Then, in the secluded surroundings of the University of Nebraska, a sudden and unexpected rebellion broke out. Thirsty students, eager students, lost their sanity in a moment. And, as if nothing had happened, they sent the classes to hell, they ignored the authority of brainy and serious professors, they beat themselves up in the strict codes of the cloister and made a fuss. It was April 14, 1955 and the unleashed protesters interrupted pedestrian and vehicular traffic, invaded the girls’ dormitories and seized their dresses and danced passionately while chanting unusual slogans that had nothing to do with improving the quality of education, the increase in the budget or another demand of the classrooms, but with the urge to drink beer.
Inflamed Nebraskan students were not content to sip or drink that liquor at home or in crowded bars. They weren’t content with having weekends to throw overboard the boring and tedious classes and throw themselves a sovereign face. And they longed for other spaces, other areas, to do the usual health and to raise their elbows. They wanted official permission to suck even in the classrooms and during academic class hours. In the delirium of the urges of their untied throats they sought to inaugurate a colossal tavern that did not respect limits and prohibitions. And since the heads of that prestigious institution, who of course drank its waters discreetly, had opposed the beer in the Alma Mater, the students went into a courageous protest.
The student beer riot paralyzed university life, because the thirsty students were not willing to twist their arms and give up their drinking purposes. They considered that it was a fundamental right to open the bottles within the limits of that superior house of studies, to do the dry and flipped with panuda obstinacy and take until the last consequences. The authorities of that cloister felt that they were facing an earthquake and had to seek dialogue and agreement at all costs to stop a final explosion. The liquor argument was definitely important and lukewarm concessions had to be made to allow not the drinking orgy that might turn that center into a riotous bar, but rather that the hotheaded protesters had a suitable place for their occasional drinking. In this way the serious and serious University of Nebraska allowed the moderate consumption of beer among the students.
The consumption of liquor has never been alien to the university faculty. Among us, the thirsty jungle people who, to great honor and thirsty throat, occupy one of the first places in consumption of the foaming beer, the chupandanga has its history. It has, for example, professors who usually wake up in bars instead of attending classes. It also has avid students who combine lessons with drunkenness who do not despise the unusual and burning pharmacy alcohol. Liquor and cloister go hand in hand and there is never a lack of a polite toast to celebrate some academic event, a prologue to a later safe drunkenness. In the Amazonian cloisters there was never a protest for the sake of drinking beer or other liquor in the same classrooms. That calm was not due to a lack of rebellion or desire to suck in the middle of class, but to a dissuasive measure.
That measure works best and most visibly at our oldest university. So that there is no fuss and so that no one is upset, certain visionary and enterprising citizens surrounded the Unapense territory with bars. The aforementioned cloister has more taverns around it and university students, professors and students, can go from classrooms to bars without much effort and enjoy the seduction of bottles to their hearts content.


* Exercise instructions
The records below are to be written out exactly, with every picture omitted.

Collection entries
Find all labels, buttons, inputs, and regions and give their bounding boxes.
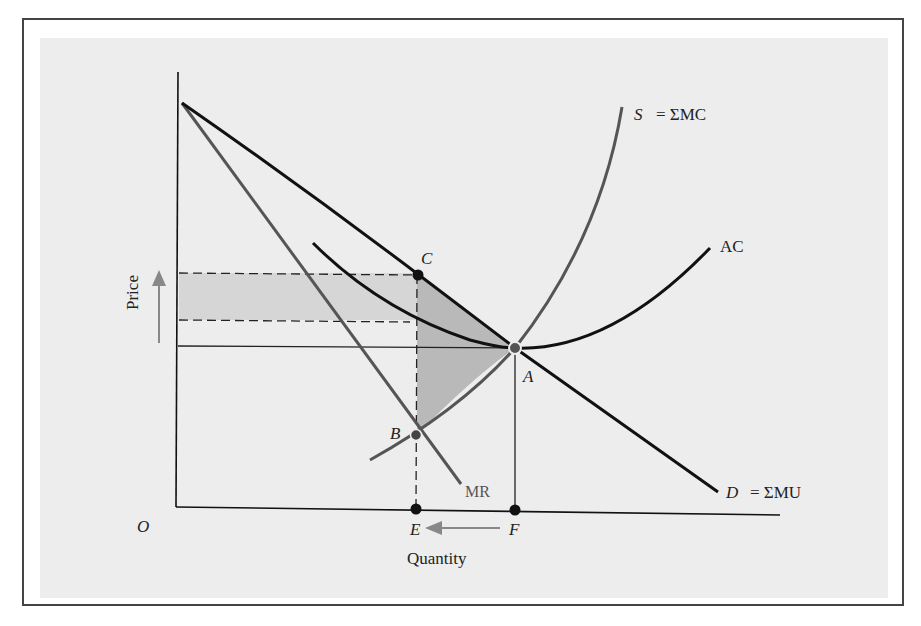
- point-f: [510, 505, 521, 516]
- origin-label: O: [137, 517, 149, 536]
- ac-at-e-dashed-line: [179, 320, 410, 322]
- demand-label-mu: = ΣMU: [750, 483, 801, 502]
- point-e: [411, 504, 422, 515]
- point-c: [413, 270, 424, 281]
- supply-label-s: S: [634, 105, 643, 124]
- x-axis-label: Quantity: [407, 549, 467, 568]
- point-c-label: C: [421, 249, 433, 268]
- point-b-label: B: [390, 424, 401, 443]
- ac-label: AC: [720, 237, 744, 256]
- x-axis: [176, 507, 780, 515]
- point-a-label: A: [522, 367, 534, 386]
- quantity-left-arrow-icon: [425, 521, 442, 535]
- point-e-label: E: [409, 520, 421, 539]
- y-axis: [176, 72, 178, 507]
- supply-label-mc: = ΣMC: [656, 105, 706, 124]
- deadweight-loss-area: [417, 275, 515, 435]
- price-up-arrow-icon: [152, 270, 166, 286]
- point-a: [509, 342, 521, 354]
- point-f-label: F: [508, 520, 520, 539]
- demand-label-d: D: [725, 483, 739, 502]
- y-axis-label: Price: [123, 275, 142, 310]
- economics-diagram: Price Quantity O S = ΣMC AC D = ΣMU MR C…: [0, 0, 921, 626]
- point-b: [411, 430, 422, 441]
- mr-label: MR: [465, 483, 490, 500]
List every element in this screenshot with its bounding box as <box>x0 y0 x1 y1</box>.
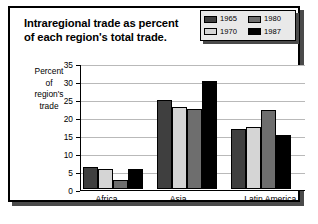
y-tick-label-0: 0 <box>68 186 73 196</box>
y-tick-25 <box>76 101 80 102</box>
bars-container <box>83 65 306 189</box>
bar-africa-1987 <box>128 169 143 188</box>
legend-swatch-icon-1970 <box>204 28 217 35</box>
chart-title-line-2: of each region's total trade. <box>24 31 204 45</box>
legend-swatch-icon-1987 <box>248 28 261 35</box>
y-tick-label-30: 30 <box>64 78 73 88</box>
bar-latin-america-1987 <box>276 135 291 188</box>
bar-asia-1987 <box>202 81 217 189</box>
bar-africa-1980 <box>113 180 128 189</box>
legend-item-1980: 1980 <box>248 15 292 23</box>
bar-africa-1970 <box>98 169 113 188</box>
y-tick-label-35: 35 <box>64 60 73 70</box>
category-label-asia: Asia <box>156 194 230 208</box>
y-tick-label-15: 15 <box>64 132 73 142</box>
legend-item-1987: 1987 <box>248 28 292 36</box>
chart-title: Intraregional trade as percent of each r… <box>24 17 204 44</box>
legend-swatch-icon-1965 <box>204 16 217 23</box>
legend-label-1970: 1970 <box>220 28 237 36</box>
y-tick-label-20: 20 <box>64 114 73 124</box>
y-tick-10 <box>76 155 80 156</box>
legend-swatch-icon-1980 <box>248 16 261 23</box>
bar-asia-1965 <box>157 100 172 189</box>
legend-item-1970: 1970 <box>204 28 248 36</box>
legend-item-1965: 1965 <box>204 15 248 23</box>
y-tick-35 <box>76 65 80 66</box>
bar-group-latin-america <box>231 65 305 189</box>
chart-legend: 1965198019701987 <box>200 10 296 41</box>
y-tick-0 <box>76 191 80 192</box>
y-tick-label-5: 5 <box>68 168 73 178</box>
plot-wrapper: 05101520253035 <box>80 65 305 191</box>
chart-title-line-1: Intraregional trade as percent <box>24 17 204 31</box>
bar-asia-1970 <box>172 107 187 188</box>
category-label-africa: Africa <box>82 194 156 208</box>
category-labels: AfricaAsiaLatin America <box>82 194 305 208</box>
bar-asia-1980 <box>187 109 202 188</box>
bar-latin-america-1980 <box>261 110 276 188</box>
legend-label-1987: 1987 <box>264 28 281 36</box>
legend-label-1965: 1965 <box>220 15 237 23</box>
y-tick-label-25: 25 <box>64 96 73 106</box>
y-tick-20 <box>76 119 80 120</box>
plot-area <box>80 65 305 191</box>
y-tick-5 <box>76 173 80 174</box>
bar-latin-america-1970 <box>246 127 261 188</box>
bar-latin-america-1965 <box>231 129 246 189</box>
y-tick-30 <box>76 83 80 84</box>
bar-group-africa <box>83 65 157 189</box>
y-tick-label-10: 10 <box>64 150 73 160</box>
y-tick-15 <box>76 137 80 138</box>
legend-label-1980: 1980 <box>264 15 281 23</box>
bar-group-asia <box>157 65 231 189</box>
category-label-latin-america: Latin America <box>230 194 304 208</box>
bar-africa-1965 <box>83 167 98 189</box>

* Answer area
Find all labels, buttons, inputs, and regions and give their bounding boxes.
- point-f: [510, 505, 521, 516]
- origin-label: O: [137, 517, 149, 536]
- ac-at-e-dashed-line: [179, 320, 410, 322]
- demand-label-mu: = ΣMU: [750, 483, 801, 502]
- point-e: [411, 504, 422, 515]
- point-c: [413, 270, 424, 281]
- supply-label-s: S: [634, 105, 643, 124]
- x-axis-label: Quantity: [407, 549, 467, 568]
- point-c-label: C: [421, 249, 433, 268]
- point-b-label: B: [390, 424, 401, 443]
- ac-label: AC: [720, 237, 744, 256]
- x-axis: [176, 507, 780, 515]
- point-a-label: A: [522, 367, 534, 386]
- quantity-left-arrow-icon: [425, 521, 442, 535]
- point-e-label: E: [409, 520, 421, 539]
- y-axis: [176, 72, 178, 507]
- supply-label-mc: = ΣMC: [656, 105, 706, 124]
- deadweight-loss-area: [417, 275, 515, 435]
- price-up-arrow-icon: [152, 270, 166, 286]
- point-a: [509, 342, 521, 354]
- point-f-label: F: [508, 520, 520, 539]
- demand-label-d: D: [725, 483, 739, 502]
- y-axis-label: Price: [123, 275, 142, 310]
- economics-diagram: Price Quantity O S = ΣMC AC D = ΣMU MR C…: [0, 0, 921, 626]
- point-b: [411, 430, 422, 441]
- mr-label: MR: [465, 483, 490, 500]
List every element in this screenshot with its bounding box as <box>x0 y0 x1 y1</box>.
y-tick-label-0: 0 <box>68 186 73 196</box>
y-tick-25 <box>76 101 80 102</box>
bars-container <box>83 65 306 189</box>
bar-africa-1987 <box>128 169 143 188</box>
legend-swatch-icon-1970 <box>204 28 217 35</box>
chart-title-line-2: of each region's total trade. <box>24 31 204 45</box>
legend-swatch-icon-1987 <box>248 28 261 35</box>
y-tick-label-30: 30 <box>64 78 73 88</box>
bar-latin-america-1987 <box>276 135 291 188</box>
bar-asia-1987 <box>202 81 217 189</box>
bar-africa-1980 <box>113 180 128 189</box>
legend-item-1980: 1980 <box>248 15 292 23</box>
bar-africa-1970 <box>98 169 113 188</box>
y-tick-label-35: 35 <box>64 60 73 70</box>
category-label-asia: Asia <box>156 194 230 208</box>
y-tick-label-15: 15 <box>64 132 73 142</box>
legend-item-1987: 1987 <box>248 28 292 36</box>
chart-title: Intraregional trade as percent of each r… <box>24 17 204 44</box>
legend-swatch-icon-1965 <box>204 16 217 23</box>
legend-label-1970: 1970 <box>220 28 237 36</box>
y-tick-label-20: 20 <box>64 114 73 124</box>
y-tick-10 <box>76 155 80 156</box>
legend-swatch-icon-1980 <box>248 16 261 23</box>
bar-asia-1965 <box>157 100 172 189</box>
legend-item-1970: 1970 <box>204 28 248 36</box>
legend-item-1965: 1965 <box>204 15 248 23</box>
y-tick-35 <box>76 65 80 66</box>
bar-group-latin-america <box>231 65 305 189</box>
chart-legend: 1965198019701987 <box>200 10 296 41</box>
y-tick-0 <box>76 191 80 192</box>
y-tick-label-5: 5 <box>68 168 73 178</box>
plot-wrapper: 05101520253035 <box>80 65 305 191</box>
chart-title-line-1: Intraregional trade as percent <box>24 17 204 31</box>
bar-asia-1970 <box>172 107 187 188</box>
category-label-africa: Africa <box>82 194 156 208</box>
category-labels: AfricaAsiaLatin America <box>82 194 305 208</box>
bar-asia-1980 <box>187 109 202 188</box>
bar-latin-america-1980 <box>261 110 276 188</box>
legend-label-1987: 1987 <box>264 28 281 36</box>
legend-label-1965: 1965 <box>220 15 237 23</box>
y-tick-label-25: 25 <box>64 96 73 106</box>
y-tick-20 <box>76 119 80 120</box>
plot-area <box>80 65 305 191</box>
y-tick-5 <box>76 173 80 174</box>
bar-latin-america-1970 <box>246 127 261 188</box>
bar-latin-america-1965 <box>231 129 246 189</box>
y-tick-30 <box>76 83 80 84</box>
bar-group-africa <box>83 65 157 189</box>
y-tick-label-10: 10 <box>64 150 73 160</box>
y-tick-15 <box>76 137 80 138</box>
legend-label-1980: 1980 <box>264 15 281 23</box>
bar-group-asia <box>157 65 231 189</box>
category-label-latin-america: Latin America <box>230 194 304 208</box>
bar-africa-1965 <box>83 167 98 189</box>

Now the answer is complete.